The Druids

The Druids

$12.00 AUD

Availability: in stock at our Tullamarine warehouse

Condition: SECONDHAND

This is a secondhand book. The jacket image is a photograph of the exact copy we have in stock. This image shows the condition of this book. Further condition remarks are below.


Condition remarks:
Book: Good
Jacket: Worn/faded, no tears
Pages: Good
Markings: No markings

A landmark work of historical and archaeological scholarship, The Druids presents a rigorous and authoritative examination of one of antiquity's most mythologized groups, separating verifiable evidence from centuries of romantic embellishment. Stuart Piggott methodically chronicles what ancient Greek and Roman sources actually recorded about the Druids — their roles as priests, philosophers, and judges within Celtic society — while exposing how later eras, particularly the 18th-century Romantic movement, constructed elaborate and largely fictional traditions around them. Written with the precision of a seasoned archaeologist and the clarity of a gifted communicator, the work argues that the popular image of white-robed figures conducting mystical rites at Stonehenge owes far more to modern invention than to historical reality. Piggott illustrates how the Druids became a cultural mirror, reflecting each era's own spiritual and nationalistic anxieties rather than any recoverable ancient truth. The result is an indispensable, sobering, and intellectually rewarding corrective for anyone serious about understanding the ancient Celtic world.

Author: Stuart Piggott
Format: Hardback
Published: 1975, Thames and Hudson
Genre: Ancient history

Description


Condition remarks:
Book: Good
Jacket: Worn/faded, no tears
Pages: Good
Markings: No markings

A landmark work of historical and archaeological scholarship, The Druids presents a rigorous and authoritative examination of one of antiquity's most mythologized groups, separating verifiable evidence from centuries of romantic embellishment.
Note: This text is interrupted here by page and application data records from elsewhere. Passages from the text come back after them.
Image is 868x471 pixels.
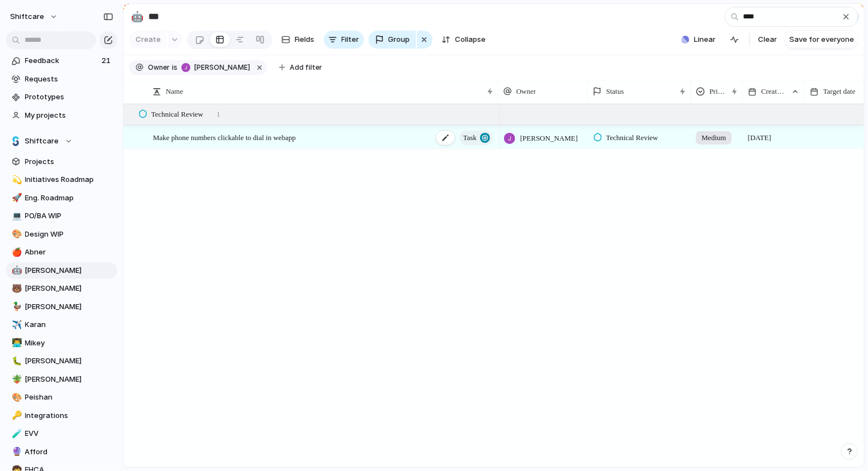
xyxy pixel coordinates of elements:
[272,60,329,75] button: Add filter
[290,63,322,72] span: Add filter
[516,86,536,97] span: Owner
[25,265,114,276] span: [PERSON_NAME]
[131,9,144,24] div: 🤖
[6,172,117,188] a: 💫Initiatives Roadmap
[179,61,253,74] button: [PERSON_NAME]
[170,61,179,74] button: is
[153,130,296,144] span: Make phone numbers clickable to dial in webapp
[102,55,113,67] span: 21
[10,392,22,403] button: 🎨
[25,283,114,294] span: [PERSON_NAME]
[677,31,721,48] button: Linear
[6,316,117,333] a: ✈️Karan
[295,34,315,45] span: Fields
[6,280,117,297] div: 🐻[PERSON_NAME]
[25,338,114,349] span: Mikey
[151,109,203,120] span: Technical Review
[437,31,490,48] button: Collapse
[369,31,416,48] button: Group
[758,34,777,45] span: Clear
[520,133,578,144] span: [PERSON_NAME]
[6,226,117,243] a: 🎨Design WIP
[10,247,22,258] button: 🍎
[6,190,117,207] a: 🚀Eng. Roadmap
[388,34,411,45] span: Group
[10,174,22,185] button: 💫
[12,355,20,368] div: 🐛
[606,132,659,144] span: Technical Review
[12,300,20,313] div: 🦆
[25,410,114,421] span: Integrations
[10,265,22,276] button: 🤖
[148,63,170,72] span: Owner
[6,89,117,106] a: Prototypes
[12,264,20,277] div: 🤖
[25,247,114,258] span: Abner
[694,34,716,45] span: Linear
[25,174,114,185] span: Initiatives Roadmap
[10,410,22,421] button: 🔑
[6,335,117,352] div: 👨‍💻Mikey
[25,55,99,67] span: Feedback
[10,229,22,240] button: 🎨
[10,301,22,312] button: 🦆
[172,63,178,72] span: is
[762,86,787,97] span: Created at
[6,407,117,424] a: 🔑Integrations
[12,246,20,259] div: 🍎
[25,229,114,240] span: Design WIP
[194,63,250,72] span: [PERSON_NAME]
[6,299,117,315] a: 🦆[PERSON_NAME]
[6,153,117,170] a: Projects
[12,391,20,404] div: 🎨
[709,86,728,97] span: Priority
[25,392,114,403] span: Peishan
[25,374,114,385] span: [PERSON_NAME]
[459,130,493,145] button: Task
[25,356,114,367] span: [PERSON_NAME]
[702,132,726,144] span: Medium
[12,282,20,296] div: 🐻
[6,262,117,279] a: 🤖[PERSON_NAME]
[824,86,856,97] span: Target date
[6,244,117,261] a: 🍎Abner
[25,192,114,204] span: Eng. Roadmap
[10,192,22,204] button: 🚀
[6,371,117,388] a: 🪴[PERSON_NAME]
[25,428,114,439] span: EVV
[606,86,624,97] span: Status
[10,428,22,439] button: 🧪
[166,86,183,97] span: Name
[463,130,477,145] span: Task
[12,337,20,350] div: 👨‍💻
[10,374,22,385] button: 🪴
[6,389,117,406] a: 🎨Peishan
[324,31,364,48] button: Filter
[748,132,771,144] span: [DATE]
[25,136,59,147] span: Shiftcare
[790,34,854,45] span: Save for everyone
[25,319,114,330] span: Karan
[6,444,117,461] div: 🔮Afford
[12,210,20,222] div: 💻
[25,74,114,85] span: Requests
[10,211,22,222] button: 💻
[6,207,117,224] a: 💻PO/BA WIP
[6,353,117,369] a: 🐛[PERSON_NAME]
[6,425,117,442] div: 🧪EVV
[12,228,20,241] div: 🎨
[754,31,782,48] button: Clear
[5,8,64,25] button: shiftcare
[10,319,22,330] button: ✈️
[785,31,859,48] button: Save for everyone
[10,283,22,294] button: 🐻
Stuart Piggott methodically chronicles what ancient Greek and Roman sources actually recorded about the Druids — their roles as priests, philosophers, and judges within Celtic society — while exposing how later eras, particularly the 18th-century Romantic movement, constructed elaborate and largely fictional traditions around them. Written with the precision of a seasoned archaeologist and the clarity of a gifted communicator, the work argues that the popular image of white-robed figures conducting mystical rites at Stonehenge owes far more to modern invention than to historical reality. Piggott illustrates how the Druids became a cultural mirror, reflecting each era's own spiritual and nationalistic anxieties rather than any recoverable ancient truth. The result is an indispensable, sobering, and intellectually rewarding corrective for anyone serious about understanding the ancient Celtic world.